Online readers don't read the stories they click. Based on new research by Finnish feature story discovery service Scoopinion, on average only 17% of all digital news articles are read through.
(PRWEB) November 23, 2012
Online readers don't read the stories they click. Based on new research by Finnish feature story discovery service Scoopinion.com, on average only 17% of all digital news articles are read through.
Long magazine articles are read even less than that. "There are huge differences between different stories, though" says head researcher Johannes Koponen from Scoopinion. He claims that some articles are really engaging and interesting to the readers, and some aren't.
“When I look at my reading profile page at Scoopinion, I notice that I have favorite sources I always read really carefully.” He says that it is both the entertaining writing style and the topics these authors cover that hook him to read their stories all the way through.
Every minute there are 98,000 new tweets on Twitter, 20,000 new posts on Tumblr, 1,500 new blog entries and over 25 hours of new material on Youtube and the numbers are growing rapidly. We simply don't have time to spent reading irrelevant news pieces.
"Attention seeking headlines are actually wasting hours of our time and years and years worth of efficient working time if we look at the the society at large. No one talks about this as a responsibility for journalists", states Koponen. "We are now learning to recognise the irritation of clicking something and then instantly closing the tab."
Headline baiting will no longer work. Low read-through rates hint that readers are often unmoved by the magazine content they are reading, and it is the new responsibility for journalists to step up and meet reader expectations. According to Scoopinion, readers spent 64 seconds on average on stories they do not read through. This indicates that there is a need for stronger, better written content. It is false to blame the reader for attention disorder – it is just a more challenging playfield.
Filtering the daily content more intelligently would offer readers more fitting content, thus increasing read-through rates. Each day thousands of quality stories are published on the web. People want to read these stories and other content that interests them, but they do not have the right tools to find them easily.
It is not enough to use social media to filter out relevant news pieces, because readers share stories to build their identities instead of recommending quality content. According to Dan Zarrella, almost one in every five tweets generates more retweets than clicks. This suggests many people pass on a link without looking at it, and perhaps even worse, vetting it.
"We at Scoopinion are offering a new intelligent approach to try and solve this issue. Our users have spent four times as much time reading stories they find at Scoopinion in comparison to stories found elsewhere", says Koponen.
At Scoopinion, users participate in crowdsourcing the media by discovering stories. The add-on is able to tell whether the story is engaging and immersive by following the total community behavior such as total scrolling and time spent on each part of each story. The community guarantees that only the stories that are engaging and immersive are found at Scoopinion.
In addition to using the data to harvest the engaging stories, the Finnish team of five entrepreneurs is now giving the data back to each individual user. “Personal reading data is a great way to reflect and learn about your own actions.” Scoopinion CTO Ville Sundberg says.
Scoopinion personal profile page visualization shows the sources a reader really spends most time reading. “We are rolling out features as we speak. Soon there will be individual authors as well.” Sundberg says. Scoopinion users can use this personal data to learn about their reading behavior. “It’s quite revealing to see in one chart what sources influence my opinions. I was surprised.”
For the original version on PRWeb visit: http://www.prweb.com/releases/prweb2012/11/prweb10159324.htm
This article (Only One Fifth of Online News Stories are Actually Read: New Study Illustrates Differences Between Clicks and Reading) was originally developed by and is property of American Banking News. Checkout American Banking News for up-to-date banking news and peer to peer lending news.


_Exercise prompt_
Below is a listing; transcribe it exactly but without any images.
━━ Data section
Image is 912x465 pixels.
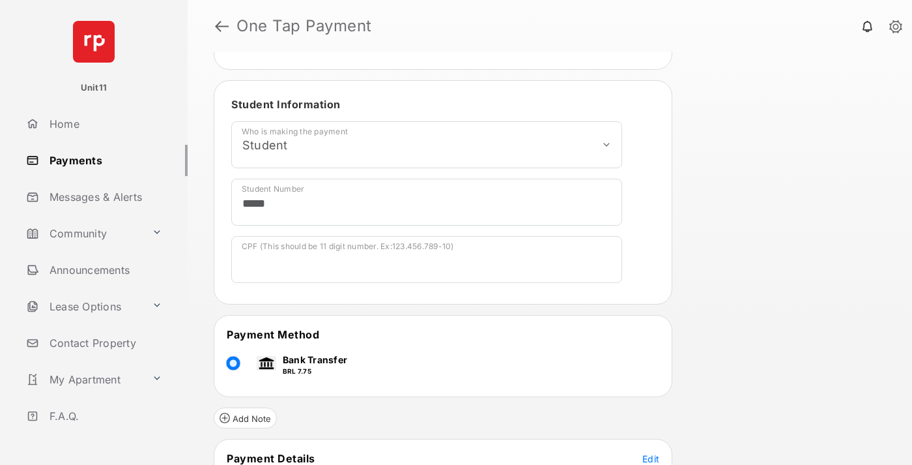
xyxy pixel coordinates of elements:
[21,254,188,285] a: Announcements
[231,98,341,111] span: Student Information
[214,407,277,428] button: Add Note
[81,81,108,94] p: Unit11
[21,218,147,249] a: Community
[21,364,147,395] a: My Apartment
[21,327,188,358] a: Contact Property
[257,356,276,370] img: bank.png
[283,366,347,376] p: BRL 7.75
[643,453,659,464] span: Edit
[73,21,115,63] img: svg+xml;base64,PHN2ZyB4bWxucz0iaHR0cDovL3d3dy53My5vcmcvMjAwMC9zdmciIHdpZHRoPSI2NCIgaGVpZ2h0PSI2NC...
[21,181,188,212] a: Messages & Alerts
[237,18,372,34] strong: One Tap Payment
[21,400,188,431] a: F.A.Q.
[21,291,147,322] a: Lease Options
[227,452,315,465] span: Payment Details
[21,108,188,139] a: Home
[21,145,188,176] a: Payments
[227,328,319,341] span: Payment Method
[283,353,347,366] p: Bank Transfer
[643,452,659,465] button: Edit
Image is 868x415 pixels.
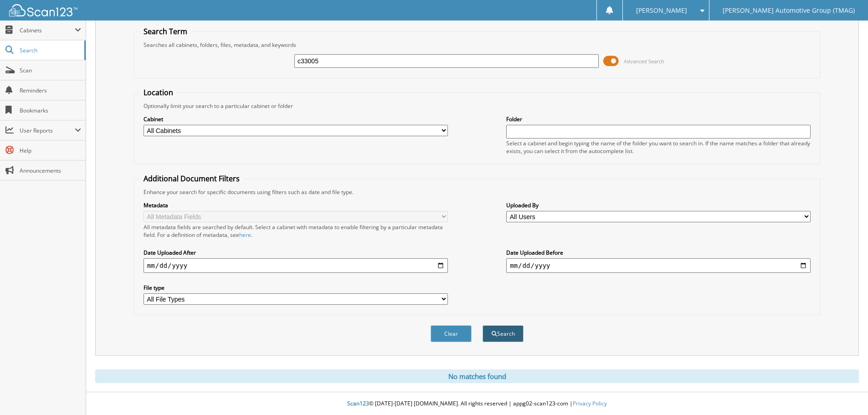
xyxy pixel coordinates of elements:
input: start [144,258,448,273]
span: Bookmarks [20,107,81,114]
div: © [DATE]-[DATE] [DOMAIN_NAME]. All rights reserved | appg02-scan123-com | [86,392,868,415]
span: [PERSON_NAME] Automotive Group (TMAG) [722,8,854,14]
legend: Additional Document Filters [139,173,245,183]
span: Advanced Search [623,58,664,65]
span: Scan [20,67,81,74]
div: All metadata fields are searched by default. Select a cabinet with metadata to enable filtering b... [144,223,448,239]
label: Folder [506,115,810,123]
span: Help [20,146,81,154]
div: Searches all cabinets, folders, files, metadata, and keywords [139,41,815,49]
span: User Reports [20,126,75,134]
button: Search [483,325,523,342]
a: here [239,231,251,239]
legend: Search Term [139,26,192,36]
span: Reminders [20,87,81,95]
img: scan123-logo-white.svg [9,4,77,16]
label: File type [144,284,448,291]
input: end [506,258,810,273]
label: Cabinet [144,115,448,123]
span: Announcements [20,167,81,174]
label: Date Uploaded Before [506,249,810,257]
iframe: Chat Widget [823,371,868,415]
span: Search [20,46,80,54]
div: Enhance your search for specific documents using filters such as date and file type. [139,188,815,196]
span: [PERSON_NAME] [636,8,687,14]
button: Clear [431,325,471,342]
legend: Location [139,87,178,97]
label: Metadata [144,201,448,209]
label: Uploaded By [506,201,810,209]
div: Select a cabinet and begin typing the name of the folder you want to search in. If the name match... [506,139,810,155]
span: Cabinets [20,26,75,34]
a: Privacy Policy [573,399,607,407]
div: No matches found [95,370,859,383]
label: Date Uploaded After [144,249,448,257]
span: Scan123 [347,399,369,407]
div: Optionally limit your search to a particular cabinet or folder [139,102,815,109]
━━━━
_Expected output_
Image is 912x465 pixels.
xyxy pixel coordinates of elements:
[21,254,188,285] a: Announcements
[231,98,341,111] span: Student Information
[214,407,277,428] button: Add Note
[81,81,108,94] p: Unit11
[21,218,147,249] a: Community
[21,364,147,395] a: My Apartment
[21,327,188,358] a: Contact Property
[257,356,276,370] img: bank.png
[283,366,347,376] p: BRL 7.75
[643,453,659,464] span: Edit
[73,21,115,63] img: svg+xml;base64,PHN2ZyB4bWxucz0iaHR0cDovL3d3dy53My5vcmcvMjAwMC9zdmciIHdpZHRoPSI2NCIgaGVpZ2h0PSI2NC...
[21,181,188,212] a: Messages & Alerts
[237,18,372,34] strong: One Tap Payment
[21,400,188,431] a: F.A.Q.
[21,291,147,322] a: Lease Options
[227,452,315,465] span: Payment Details
[21,108,188,139] a: Home
[21,145,188,176] a: Payments
[227,328,319,341] span: Payment Method
[283,353,347,366] p: Bank Transfer
[643,452,659,465] button: Edit
Image is 868x415 pixels.
xyxy pixel coordinates of elements:
input: start [144,258,448,273]
span: Bookmarks [20,107,81,114]
div: © [DATE]-[DATE] [DOMAIN_NAME]. All rights reserved | appg02-scan123-com | [86,392,868,415]
span: [PERSON_NAME] Automotive Group (TMAG) [722,8,854,14]
legend: Additional Document Filters [139,173,245,183]
span: Advanced Search [623,58,664,65]
span: Scan [20,67,81,74]
div: All metadata fields are searched by default. Select a cabinet with metadata to enable filtering b... [144,223,448,239]
label: Folder [506,115,810,123]
span: Help [20,146,81,154]
div: Searches all cabinets, folders, files, metadata, and keywords [139,41,815,49]
span: User Reports [20,126,75,134]
button: Search [483,325,523,342]
a: here [239,231,251,239]
legend: Search Term [139,26,192,36]
span: Reminders [20,87,81,95]
img: scan123-logo-white.svg [9,4,77,16]
label: File type [144,284,448,291]
input: end [506,258,810,273]
label: Cabinet [144,115,448,123]
span: Announcements [20,167,81,174]
label: Date Uploaded Before [506,249,810,257]
iframe: Chat Widget [823,371,868,415]
span: Search [20,46,80,54]
div: Enhance your search for specific documents using filters such as date and file type. [139,188,815,196]
span: [PERSON_NAME] [636,8,687,14]
button: Clear [431,325,471,342]
legend: Location [139,87,178,97]
label: Metadata [144,201,448,209]
label: Uploaded By [506,201,810,209]
div: Select a cabinet and begin typing the name of the folder you want to search in. If the name match... [506,139,810,155]
span: Cabinets [20,26,75,34]
a: Privacy Policy [573,399,607,407]
div: No matches found [95,370,859,383]
label: Date Uploaded After [144,249,448,257]
span: Scan123 [347,399,369,407]
div: Optionally limit your search to a particular cabinet or folder [139,102,815,109]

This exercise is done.